System Architecture

End-to-end cold-atom and UHV system architecture optimized for stability, scalability, and autonomous long-term operation.

Architecture Overview

The platform follows a linear cold-atom beam architecture, separating atom generation, slowing, trapping, and science regions into distinct vacuum, magnetic, and thermal domains.

This separation enables precise pressure control, predictable magnetic field profiles, and high optical accessibility, while maintaining high atomic flux and long trap lifetimes.

Vacuum Performance Targets

Pressure Regimes (Typical)

Pressure targets are defined by collision-limited trap lifetime requirements rather than nominal pumping speed alone.

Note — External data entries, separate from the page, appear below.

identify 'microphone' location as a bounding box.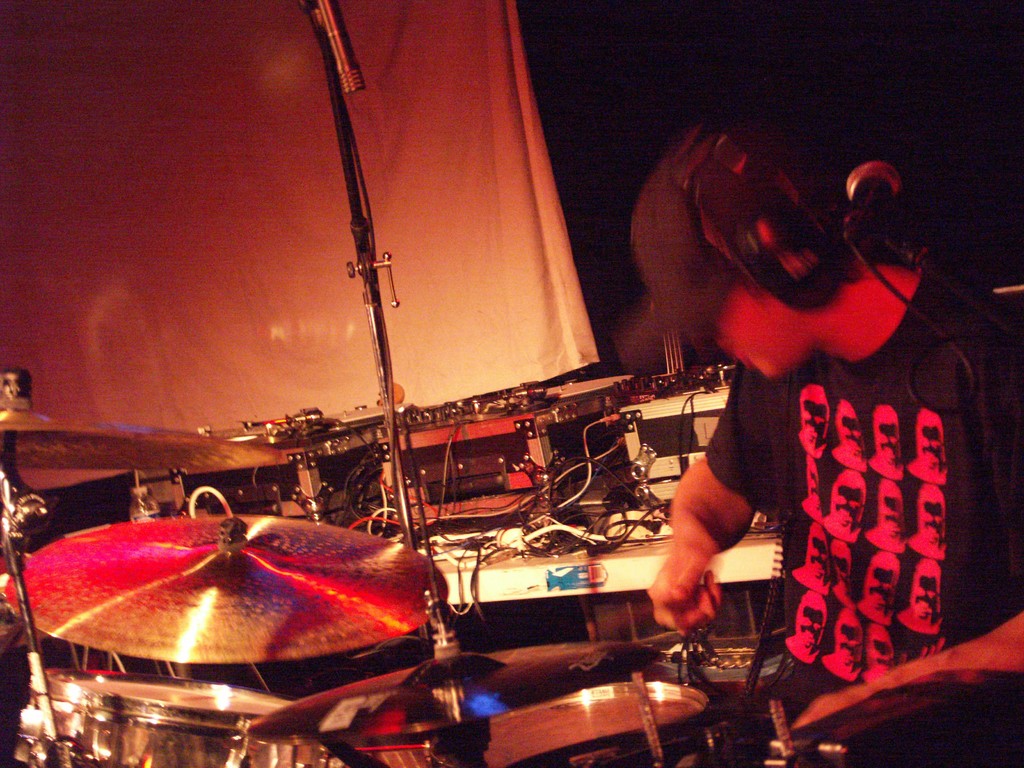
[837,158,911,246].
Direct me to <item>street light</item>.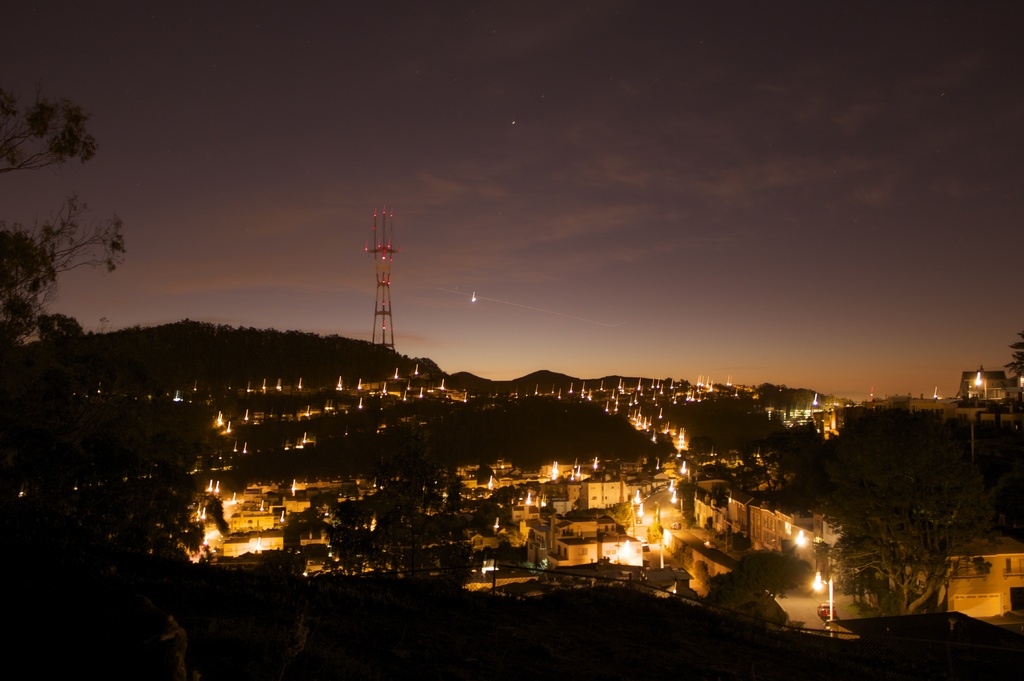
Direction: (405, 383, 413, 396).
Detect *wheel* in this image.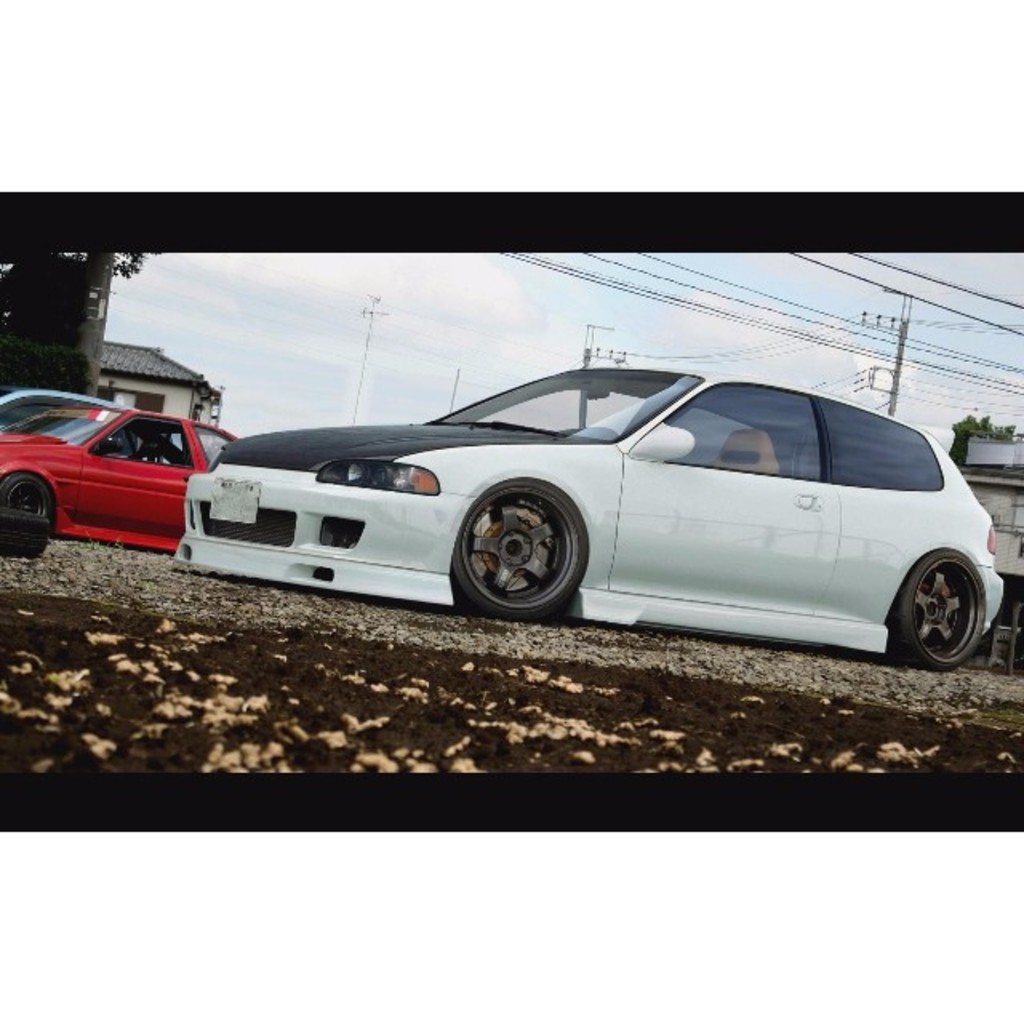
Detection: bbox=[0, 507, 48, 558].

Vacuum Segmentation & Differential Pumping

Pressure Zoning

Differential Pumping Strategy

Long narrow tubes and apertures provide multi-order-of-magnitude pressure drops between regions while preserving atomic beam transmission.

NEG Pumping Strategy

Distributed Getter Pumping

Non-Evaporable Getter (NEG) pumps provide vibration-free, local pumping directly at critical vacuum regions.

Activation & Performance

NEG activation at 400–500 °C yields effective pumping speeds of tens to hundreds of liters per second, significantly reducing reliance on large ion pumps.

Bakeout & Surface Conditioning

System-Wide Bakeout

Bakeout minimizes water adsorption and hydrocarbon contamination, accelerating recovery to UHV conditions.

Post-Bake Conditioning

Controlled cooldown and NEG activation enable rapid transition to XHV-ready conditions, improving trap lifetime and experimental repeatability.

Atomic Beam & Velocity Engineering

Beam Formation

Atoms are generated in a thermally controlled source, collimated and transversely cooled in the 2D MOT, and injected into the Zeeman slower with a well-defined velocity distribution.

Zeeman Slowing

Spatially varying magnetic fields compensate Doppler shifts along the slowing path, maintaining resonant interaction with the slowing laser over the full deceleration length.

Magnetic & Thermal Co-Design

Magnetic Field Control

Coil geometries and current profiles are optimized to achieve smooth, monotonic magnetic field gradients, minimizing transverse forces and beam divergence.

Thermal Stability

Heat sources from ovens and coils are thermally isolated from sensitive vacuum and optical components, reducing drift during long-term operation.

Optical Access & Mechanical Modularity

Optical ports and viewports are arranged to support flexible beam geometries, polarization control, and future experimental extensions.

Standard CF interfaces allow individual modules to be replaced or upgraded without redesigning the full system.